Welcome to The Speech Sound Pics (SSP) Approach, with the Ten Day Speech Sund Play Plan, part of the Word Mapping Mastery system®. Letters that function as graphemes in words are known as sound pictures, that is, Speech Sound Pics. We show the Code through the Code Mapping Algorithm, with Phonemies making the sound value visible.


One,Two, Three and Away!



Read all Village With Three Corners books as a subscriber: SpeedieReadies.com
The first 12 Pre-Readers can be accessed for free here


































Why did The Reading Hut Ltd obtain the publishing rights to the One, Two, Three and Away! series, also known as The Village with Three Corners?
Sheila K. McCullagh was a British author renowned for her contributions to children’s literature, particularly educational reading schemes. Born on 3 December 1920 in Surrey, she began her career as a lecturer at Leeds University in the 1950s and later taught at a teacher’s college in London, Ontario. After 1963 she devoted herself to writing and went on to publish more than 300 titles, including Puddle Lane, Tim and the Hidden People, and The Village with Three Corners (also known as One, Two, Three and Away!). Her stories combined imaginative settings with a clear purpose: to help young children become readers.
My mother taught infants in the 1980s and used The Village with Three Corners every day. Her classroom was a place of singing, play, and conversation, with reading and writing woven through it all. The books were central to that environment, and their characters became part of children’s lives. Inspired by those memories, I trained as an early years teacher. When I began teaching, a headteacher advised me to avoid the series in favour of “rich literature,” but I chose to keep it. By the end of the year, all but two of my pupils were fluent readers who loved Roger Red-Hat and his friends.


This fourth edition of the teacher handbook has been adapted to support the republication of One, Two, Three and Away! by The Reading Hut Ltd. It explains why these stories deserve renewed attention. McCullagh displayed striking insight into how children learn to read, anticipating principles that were only formalised two decades later when Linnea Ehri described orthographic mapping theory. McCullagh understood that successful reading instruction requires the growth of a sight vocabulary, where words are stored for instant recognition through repeated encounters. She also included phonics instruction, as this handbook shows, but she did not yet know that to benefit from any type of word-mapping instruction, such as phonics, children must first be able to perceive and process the individual speech sounds in words.
This insight matters because it explains why two children in my own first class did not learn to read despite being able and motivated. At the time I did not understand what was missing from my support. The scheme provides everything needed for at least three in four children to achieve independent reading, but those two pupils lacked the phonemic awareness required to connect letters and sounds and so could not reach the self-teaching stage. They needed explicit help to “see” how letters and sounds connect, without detaching from the central focus of reading for pleasure. I wasn't giving it to them.
This handbook will retain what worked, but add to it. Unfortunately, when the Department for Education mandated synthetic phonics programmes in 2013, much of what had been effective was set aside, and reading-for-pleasure levels have since plummeted more than in any comparable country. England is the only nation to mandate synthetic phonics as the primary route to reading. While systematically taught phonics is useful for all, and crucial for some, the “how” of instruction is not settled science (Wyse & Bradbury, 2022). The same children with weak speech-sound processing are now being failed in greater numbers. Previously, many of these children were able to build phonemic awareness by engaging with predictable texts and repetitive high-frequency words, even without explicit instruction, and their motivation to read carried them forward. When Sir Jim Rose called for change, he noted that 16 per cent of children could not read at the expected level by age eleven (Rose, 2006). Since the introduction of synthetic phonics and standardised Key Stage 2 reading tests in 2016, that figure has remained at around 25 per cent.
The One, Two, Three and Away! handbook, provides an overview of how to use the scheme, including the book sequence and recommended activities. This handbook, adapted to facilitate Word Mapping Mastery® (WMM) and therefore reading fluency for at least 95 per cent of children within the neurodiverse classroom, shows how to add in what was missing. I have simply enhanced what was already brilliant to account for linguistic and neurodiversity.
Miss Emma MEd SEN
Neurodivergent Reading Whisperer
References
Hattie, J. (2009). Visible learning: A synthesis of over 800 meta-analyses relating to achievement. Routledge.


■ Exercise objective:
Your answer must consist of every line from the data below that includes the word "JSON".

Excerpts from a figure dataset
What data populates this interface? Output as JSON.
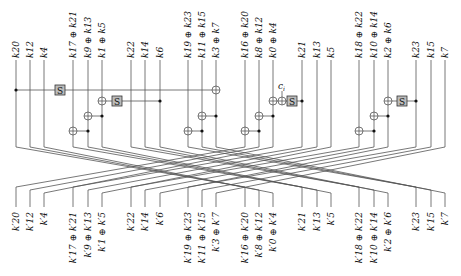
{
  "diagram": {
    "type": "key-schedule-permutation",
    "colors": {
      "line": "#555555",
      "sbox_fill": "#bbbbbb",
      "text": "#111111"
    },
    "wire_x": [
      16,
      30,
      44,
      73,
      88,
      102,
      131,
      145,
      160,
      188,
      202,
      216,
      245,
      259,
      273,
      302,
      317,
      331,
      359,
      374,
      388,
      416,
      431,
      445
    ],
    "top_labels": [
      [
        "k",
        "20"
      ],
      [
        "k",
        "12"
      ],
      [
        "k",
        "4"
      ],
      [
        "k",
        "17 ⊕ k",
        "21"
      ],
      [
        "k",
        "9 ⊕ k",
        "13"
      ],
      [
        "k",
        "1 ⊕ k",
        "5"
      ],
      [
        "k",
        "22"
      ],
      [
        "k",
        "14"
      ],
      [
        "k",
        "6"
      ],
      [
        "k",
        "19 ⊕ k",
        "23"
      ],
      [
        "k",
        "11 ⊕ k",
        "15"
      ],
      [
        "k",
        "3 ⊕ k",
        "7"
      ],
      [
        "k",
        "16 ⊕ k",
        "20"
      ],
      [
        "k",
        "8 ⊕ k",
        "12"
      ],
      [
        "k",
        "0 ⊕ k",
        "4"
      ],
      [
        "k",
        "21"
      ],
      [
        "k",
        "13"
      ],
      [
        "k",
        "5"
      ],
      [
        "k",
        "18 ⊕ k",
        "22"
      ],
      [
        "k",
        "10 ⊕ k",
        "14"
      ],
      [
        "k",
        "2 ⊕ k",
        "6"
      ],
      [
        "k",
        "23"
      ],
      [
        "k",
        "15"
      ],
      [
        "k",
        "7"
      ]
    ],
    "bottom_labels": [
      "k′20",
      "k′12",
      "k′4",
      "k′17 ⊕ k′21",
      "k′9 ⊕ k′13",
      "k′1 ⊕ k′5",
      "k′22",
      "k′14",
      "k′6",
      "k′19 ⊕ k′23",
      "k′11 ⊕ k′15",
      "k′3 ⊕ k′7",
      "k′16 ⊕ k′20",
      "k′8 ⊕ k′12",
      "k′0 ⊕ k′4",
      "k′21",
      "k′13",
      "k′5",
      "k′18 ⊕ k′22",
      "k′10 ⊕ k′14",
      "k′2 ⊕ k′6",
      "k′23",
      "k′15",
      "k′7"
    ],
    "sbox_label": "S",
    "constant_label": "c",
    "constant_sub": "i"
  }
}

==

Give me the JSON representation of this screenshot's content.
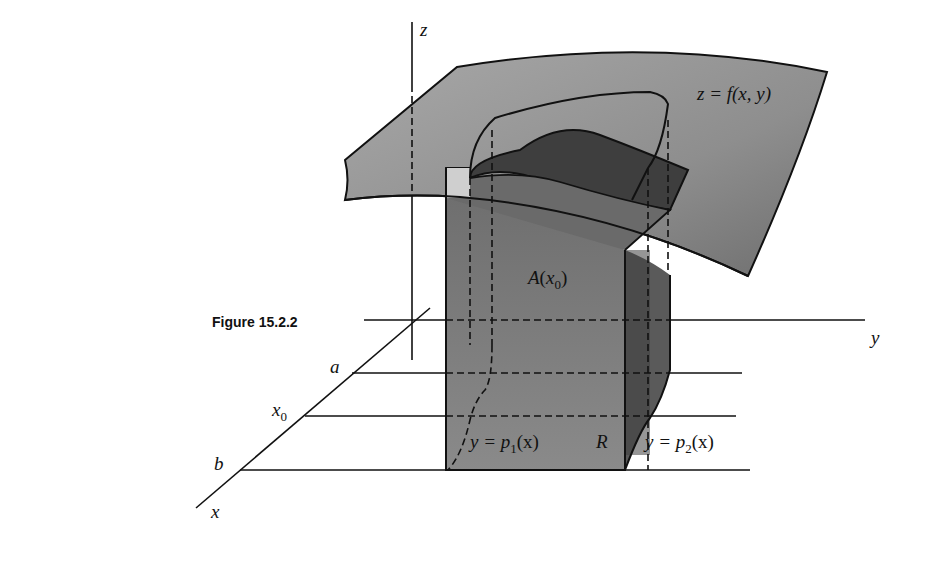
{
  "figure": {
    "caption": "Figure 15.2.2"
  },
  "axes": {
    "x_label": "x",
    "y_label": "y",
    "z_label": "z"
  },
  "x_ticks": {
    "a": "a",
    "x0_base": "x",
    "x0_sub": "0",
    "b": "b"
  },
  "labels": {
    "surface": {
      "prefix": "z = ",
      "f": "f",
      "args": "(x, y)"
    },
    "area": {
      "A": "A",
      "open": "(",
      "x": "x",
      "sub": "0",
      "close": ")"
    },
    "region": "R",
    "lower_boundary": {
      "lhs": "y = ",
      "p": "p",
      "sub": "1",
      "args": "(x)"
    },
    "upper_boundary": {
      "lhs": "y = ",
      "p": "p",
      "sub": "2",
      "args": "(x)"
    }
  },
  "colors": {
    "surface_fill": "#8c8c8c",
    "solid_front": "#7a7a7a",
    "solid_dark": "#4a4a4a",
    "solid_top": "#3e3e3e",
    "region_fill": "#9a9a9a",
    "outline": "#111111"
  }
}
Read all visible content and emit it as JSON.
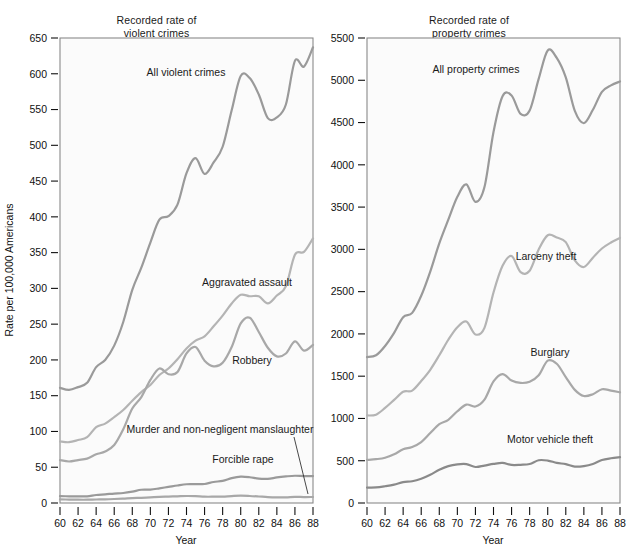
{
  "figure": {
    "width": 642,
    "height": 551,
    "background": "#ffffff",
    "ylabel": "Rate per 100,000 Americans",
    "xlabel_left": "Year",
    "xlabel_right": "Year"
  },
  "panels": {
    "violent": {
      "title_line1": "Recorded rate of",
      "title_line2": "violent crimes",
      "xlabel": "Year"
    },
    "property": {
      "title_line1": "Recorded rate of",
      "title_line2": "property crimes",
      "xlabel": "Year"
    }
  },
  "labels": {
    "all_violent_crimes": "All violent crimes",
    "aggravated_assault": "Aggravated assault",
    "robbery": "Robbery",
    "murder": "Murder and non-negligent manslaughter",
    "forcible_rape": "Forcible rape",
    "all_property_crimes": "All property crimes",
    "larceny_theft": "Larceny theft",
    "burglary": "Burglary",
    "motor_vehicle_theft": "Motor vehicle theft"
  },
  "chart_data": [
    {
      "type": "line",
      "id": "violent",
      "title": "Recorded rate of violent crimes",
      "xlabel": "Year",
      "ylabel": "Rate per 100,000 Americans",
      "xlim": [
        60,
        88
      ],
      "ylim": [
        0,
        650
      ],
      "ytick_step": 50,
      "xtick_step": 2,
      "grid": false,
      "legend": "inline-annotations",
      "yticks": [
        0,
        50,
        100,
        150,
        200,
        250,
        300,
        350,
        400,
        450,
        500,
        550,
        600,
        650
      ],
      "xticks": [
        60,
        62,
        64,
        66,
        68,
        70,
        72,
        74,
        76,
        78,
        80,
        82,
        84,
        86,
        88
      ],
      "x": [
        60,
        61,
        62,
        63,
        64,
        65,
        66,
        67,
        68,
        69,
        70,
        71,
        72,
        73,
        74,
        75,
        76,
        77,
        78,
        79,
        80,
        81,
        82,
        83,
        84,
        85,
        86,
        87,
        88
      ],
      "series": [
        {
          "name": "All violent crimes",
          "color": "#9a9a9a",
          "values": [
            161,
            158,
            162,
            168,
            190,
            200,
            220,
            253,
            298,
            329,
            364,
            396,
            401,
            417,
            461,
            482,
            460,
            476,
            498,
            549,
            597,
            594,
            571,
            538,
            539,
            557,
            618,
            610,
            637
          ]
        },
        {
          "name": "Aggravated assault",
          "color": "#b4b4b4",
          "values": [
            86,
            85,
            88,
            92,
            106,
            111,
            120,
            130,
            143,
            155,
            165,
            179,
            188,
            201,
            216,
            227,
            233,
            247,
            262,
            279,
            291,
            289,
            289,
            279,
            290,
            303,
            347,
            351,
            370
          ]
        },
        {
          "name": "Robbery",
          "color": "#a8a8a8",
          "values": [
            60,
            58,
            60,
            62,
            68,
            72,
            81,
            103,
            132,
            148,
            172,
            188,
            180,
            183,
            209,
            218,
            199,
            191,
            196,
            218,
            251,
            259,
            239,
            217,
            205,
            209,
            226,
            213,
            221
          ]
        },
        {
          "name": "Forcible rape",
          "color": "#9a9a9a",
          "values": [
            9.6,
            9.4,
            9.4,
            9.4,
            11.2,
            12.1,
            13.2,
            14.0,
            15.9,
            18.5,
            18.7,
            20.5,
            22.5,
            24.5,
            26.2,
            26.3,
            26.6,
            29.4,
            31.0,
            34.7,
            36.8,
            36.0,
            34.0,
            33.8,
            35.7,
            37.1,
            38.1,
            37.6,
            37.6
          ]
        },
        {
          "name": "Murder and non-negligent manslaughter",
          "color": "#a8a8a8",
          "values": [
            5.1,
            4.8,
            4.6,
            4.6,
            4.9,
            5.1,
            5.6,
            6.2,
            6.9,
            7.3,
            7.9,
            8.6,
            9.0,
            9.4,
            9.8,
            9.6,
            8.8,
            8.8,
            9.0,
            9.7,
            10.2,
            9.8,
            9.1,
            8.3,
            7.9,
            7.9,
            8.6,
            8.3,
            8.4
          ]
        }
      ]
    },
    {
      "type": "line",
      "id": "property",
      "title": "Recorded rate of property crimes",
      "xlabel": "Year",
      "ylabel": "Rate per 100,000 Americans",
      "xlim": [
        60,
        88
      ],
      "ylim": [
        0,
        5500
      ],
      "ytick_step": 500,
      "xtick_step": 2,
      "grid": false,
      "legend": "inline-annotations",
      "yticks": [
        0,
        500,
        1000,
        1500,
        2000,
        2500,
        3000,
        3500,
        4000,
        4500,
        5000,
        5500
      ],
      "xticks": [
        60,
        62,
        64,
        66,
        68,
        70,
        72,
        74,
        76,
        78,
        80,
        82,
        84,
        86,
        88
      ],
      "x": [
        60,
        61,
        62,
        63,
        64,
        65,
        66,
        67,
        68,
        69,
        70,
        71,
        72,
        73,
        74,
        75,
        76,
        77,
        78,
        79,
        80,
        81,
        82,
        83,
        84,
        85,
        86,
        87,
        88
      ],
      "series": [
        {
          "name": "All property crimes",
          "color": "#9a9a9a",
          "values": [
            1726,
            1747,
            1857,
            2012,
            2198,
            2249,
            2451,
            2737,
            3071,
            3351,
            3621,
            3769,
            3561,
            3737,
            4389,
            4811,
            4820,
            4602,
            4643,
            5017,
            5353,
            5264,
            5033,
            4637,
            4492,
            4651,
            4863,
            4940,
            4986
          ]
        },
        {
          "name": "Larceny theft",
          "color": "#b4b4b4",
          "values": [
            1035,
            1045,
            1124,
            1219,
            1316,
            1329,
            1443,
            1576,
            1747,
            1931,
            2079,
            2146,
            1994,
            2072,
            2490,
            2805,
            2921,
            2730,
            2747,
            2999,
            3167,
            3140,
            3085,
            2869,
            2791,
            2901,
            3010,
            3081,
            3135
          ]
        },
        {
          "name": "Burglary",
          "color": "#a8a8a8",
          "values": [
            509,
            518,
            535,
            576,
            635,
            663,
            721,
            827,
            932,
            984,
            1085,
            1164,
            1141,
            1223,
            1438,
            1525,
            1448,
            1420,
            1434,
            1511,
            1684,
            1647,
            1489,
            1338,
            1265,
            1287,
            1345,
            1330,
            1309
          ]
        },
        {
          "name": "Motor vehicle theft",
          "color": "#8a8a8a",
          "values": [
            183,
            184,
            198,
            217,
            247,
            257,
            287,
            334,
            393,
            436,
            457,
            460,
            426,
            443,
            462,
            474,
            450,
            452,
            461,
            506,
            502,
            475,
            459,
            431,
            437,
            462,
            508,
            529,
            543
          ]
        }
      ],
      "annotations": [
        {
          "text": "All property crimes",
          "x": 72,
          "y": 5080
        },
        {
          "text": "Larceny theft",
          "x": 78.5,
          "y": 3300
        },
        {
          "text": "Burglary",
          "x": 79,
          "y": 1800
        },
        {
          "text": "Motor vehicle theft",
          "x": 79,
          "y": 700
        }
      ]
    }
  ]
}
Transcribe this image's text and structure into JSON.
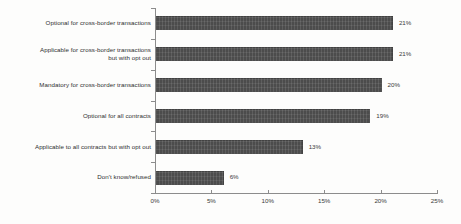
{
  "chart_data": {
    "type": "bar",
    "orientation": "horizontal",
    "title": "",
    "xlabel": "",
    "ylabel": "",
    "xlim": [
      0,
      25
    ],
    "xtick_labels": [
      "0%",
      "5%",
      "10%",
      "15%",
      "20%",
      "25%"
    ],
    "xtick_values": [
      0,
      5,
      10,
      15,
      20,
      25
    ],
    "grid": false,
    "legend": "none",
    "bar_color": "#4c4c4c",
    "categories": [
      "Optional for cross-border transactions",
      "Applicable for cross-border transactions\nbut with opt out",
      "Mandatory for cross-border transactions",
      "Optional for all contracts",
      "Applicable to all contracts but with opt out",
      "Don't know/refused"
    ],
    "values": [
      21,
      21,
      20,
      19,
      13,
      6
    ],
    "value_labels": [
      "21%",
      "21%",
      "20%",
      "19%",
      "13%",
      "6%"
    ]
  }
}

■ Answer:
What data populates this interface? Output as JSON.
Give me the JSON representation of this screenshot's content.
Read all visible content and emit it as JSON.
Transcribe this image's text and structure into JSON.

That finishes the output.